Theiling Online    Sitemap    Conlang Mailing List HQ   

Re: LW again -- Noun and verb

From:Wesley Parish <wes.parish@...>
Date:Thursday, August 29, 2002, 12:45
On Thu, 29 Aug 2002 19:31, Christophe Grandsire wrote:
> En réponse à "Thomas R. Wier" <trwier@...>: > > ========================================================== > > Passive: > > (1) applies to an underlying transitive clause and forms a > > derived intransitive; > > (2) the underlying O NP become S of the intransitive; > > (3) the underlying A-NP goes into a peripheral function, > > being marked by a noncore case, prepositionm etc.; this > > NP can be omitted although there is always the option of > > including it; > > Are you sure about the "always"? I've read about Hebbrew (I don't remember > if it was Modern Hebbrew or not) that it had two possible passive forms for > transitive verbs, one for which the demoted agent could still be expressed > obliquely, another where this was ungrammatical and the agent couldn't be > expressed at all. Would such a construction be denied the name of passive > (when it has the meaning of a passive) just because it cannot express the > demoted agent? > > In my booklet on the structure of languages (where this example comes > from), the definition of passive doesn't require that the agent must be > able to be expressed obliquely. Indeed, it even says that in some languages > the only possible passive form doesn't allow it.
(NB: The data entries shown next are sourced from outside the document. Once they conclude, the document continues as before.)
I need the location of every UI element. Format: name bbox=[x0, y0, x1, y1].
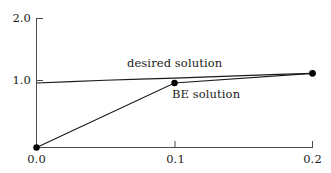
x-axis-tick-label-2: 0.2 bbox=[292, 152, 331, 166]
chart-figure: 2.0 1.0 0.0 0.1 0.2 desired solution BE … bbox=[0, 0, 331, 173]
y-axis-tick-label-1: 1.0 bbox=[0, 73, 31, 87]
marker-be-midpoint bbox=[171, 80, 177, 86]
x-axis-tick-label-1: 0.1 bbox=[155, 152, 196, 166]
marker-endpoint bbox=[309, 70, 316, 77]
y-axis-tick-label-2: 2.0 bbox=[0, 11, 31, 25]
marker-origin bbox=[33, 144, 39, 150]
annotation-be-solution: BE solution bbox=[172, 87, 240, 101]
x-axis-tick-label-0: 0.0 bbox=[16, 152, 57, 166]
annotation-desired-solution: desired solution bbox=[127, 56, 222, 70]
plot-area bbox=[0, 0, 331, 173]
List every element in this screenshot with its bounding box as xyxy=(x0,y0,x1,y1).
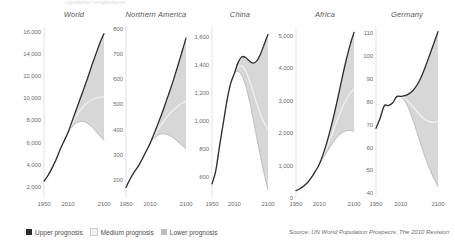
source-note: Source: UN World Population Prospects: T… xyxy=(289,229,449,235)
lower-prognosis-line xyxy=(296,130,354,190)
legend-swatch-icon xyxy=(26,229,32,235)
prognosis-band xyxy=(376,32,438,187)
x-tick-label: 2010 xyxy=(62,201,75,207)
y-tick-label: 800 xyxy=(199,146,209,152)
y-tick-label: 1,400 xyxy=(194,62,209,68)
y-tick-label: 2,000 xyxy=(278,130,293,136)
lower-prognosis-line xyxy=(44,121,104,181)
lower-prognosis-line xyxy=(126,134,186,188)
x-axis-ticks: 195020102100 xyxy=(296,201,354,213)
x-tick-label: 2010 xyxy=(228,201,241,207)
figure-top-title: ...opulation projections xyxy=(60,0,125,5)
chart-panel-africa: Africa01,0002,0003,0004,0005,00019502010… xyxy=(268,10,360,222)
y-tick-label: 500 xyxy=(113,101,123,107)
x-tick-label: 2010 xyxy=(144,201,157,207)
x-tick-label: 2010 xyxy=(394,201,407,207)
y-tick-label: 10,000 xyxy=(23,95,41,101)
plot-area xyxy=(212,26,268,198)
plot-area xyxy=(296,26,354,198)
plot-area xyxy=(376,26,438,198)
y-axis-ticks: 200300400500600700800 xyxy=(104,26,123,198)
x-tick-label: 1950 xyxy=(206,201,219,207)
legend-item: Medium prognosis xyxy=(90,228,154,236)
legend-item: Upper prognosis xyxy=(26,229,83,236)
y-axis-ticks: 2,0004,0006,0008,00010,00012,00014,00016… xyxy=(14,26,41,198)
y-tick-label: 110 xyxy=(364,30,373,36)
x-axis-ticks: 195020102100 xyxy=(126,201,186,213)
x-tick-label: 1950 xyxy=(370,201,383,207)
y-tick-label: 4,000 xyxy=(26,162,41,168)
x-tick-label: 1950 xyxy=(290,201,303,207)
x-tick-label: 2100 xyxy=(432,201,445,207)
y-axis-ticks: 405060708090100110 xyxy=(356,26,373,198)
x-tick-label: 2010 xyxy=(313,201,326,207)
panel-grid: World2,0004,0006,0008,00010,00012,00014,… xyxy=(0,10,455,222)
y-tick-label: 400 xyxy=(113,127,123,133)
chart-panel-world: World2,0004,0006,0008,00010,00012,00014,… xyxy=(14,10,110,222)
legend-swatch-icon xyxy=(90,228,98,236)
y-tick-label: 1,000 xyxy=(278,163,293,169)
plot-area xyxy=(126,26,186,198)
y-tick-label: 600 xyxy=(199,174,209,180)
legend-item: Lower prognosis xyxy=(161,229,218,236)
y-tick-label: 1,600 xyxy=(194,34,209,40)
prognosis-band xyxy=(126,38,186,187)
y-tick-label: 2,000 xyxy=(26,184,41,190)
legend-label: Medium prognosis xyxy=(101,229,154,236)
chart-panel-northern-america: Northern America200300400500600700800195… xyxy=(104,10,192,222)
y-tick-label: 200 xyxy=(113,177,123,183)
plot-area xyxy=(44,26,104,198)
panel-title: Germany xyxy=(362,10,452,19)
legend-swatch-icon xyxy=(161,229,167,235)
chart-panel-china: China6008001,0001,2001,4001,600195020102… xyxy=(186,10,274,222)
y-tick-label: 50 xyxy=(367,167,373,173)
y-axis-ticks: 6008001,0001,2001,4001,600 xyxy=(186,26,209,198)
y-tick-label: 300 xyxy=(113,152,123,158)
legend-label: Upper prognosis xyxy=(35,229,83,236)
chart-legend: Upper prognosisMedium prognosisLower pro… xyxy=(26,228,218,236)
chart-panel-germany: Germany405060708090100110195020102100 xyxy=(356,10,444,222)
y-tick-label: 5,000 xyxy=(278,33,293,39)
y-tick-label: 700 xyxy=(113,51,123,57)
y-tick-label: 70 xyxy=(367,122,373,128)
y-tick-label: 12,000 xyxy=(23,73,41,79)
y-tick-label: 90 xyxy=(367,76,373,82)
y-tick-label: 600 xyxy=(113,76,123,82)
y-axis-ticks: 01,0002,0003,0004,0005,000 xyxy=(268,26,293,198)
y-tick-label: 80 xyxy=(367,99,373,105)
y-tick-label: 16,000 xyxy=(23,29,41,35)
x-tick-label: 1950 xyxy=(38,201,51,207)
y-tick-label: 40 xyxy=(367,190,373,196)
prognosis-band xyxy=(296,32,354,190)
x-axis-ticks: 195020102100 xyxy=(212,201,268,213)
y-tick-label: 100 xyxy=(363,53,373,59)
y-tick-label: 1,200 xyxy=(194,90,209,96)
population-projection-figure: ...opulation projections World2,0004,000… xyxy=(0,0,455,245)
y-tick-label: 800 xyxy=(113,26,123,32)
y-tick-label: 14,000 xyxy=(23,51,41,57)
x-tick-label: 1950 xyxy=(120,201,133,207)
x-axis-ticks: 195020102100 xyxy=(376,201,438,213)
y-tick-label: 4,000 xyxy=(278,65,293,71)
y-tick-label: 6,000 xyxy=(26,140,41,146)
legend-label: Lower prognosis xyxy=(170,229,218,236)
y-tick-label: 8,000 xyxy=(26,117,41,123)
y-tick-label: 60 xyxy=(367,145,373,151)
x-axis-ticks: 195020102100 xyxy=(44,201,104,213)
y-tick-label: 3,000 xyxy=(278,98,293,104)
y-tick-label: 1,000 xyxy=(194,118,209,124)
Well, in yhe vala lakha, the passive formed by stem + -ni, is strictly aorist, indicating that the passive has only a narrative function. Expressing the agent isn't a focus, because yhe vala lakha can have active with either minimal focus without or maximal focus with the |ya| topicalizer. The presence or absence of the topicalizer is the equivalent - in single sentences - of the use of the active to enhance or the use of the passive to distance one's self from the action in languages such as English. Wesley Parish
> > Christophe. > > http://rainbow.conlang.free.fr > > Take your life as a movie: do not let anybody else play the leading role.
-- Mau e ki, "He aha te mea nui?" You ask, "What is the most important thing?" Maku e ki, "He tangata, he tangata, he tangata." I reply, "It is people, it is people, it is people."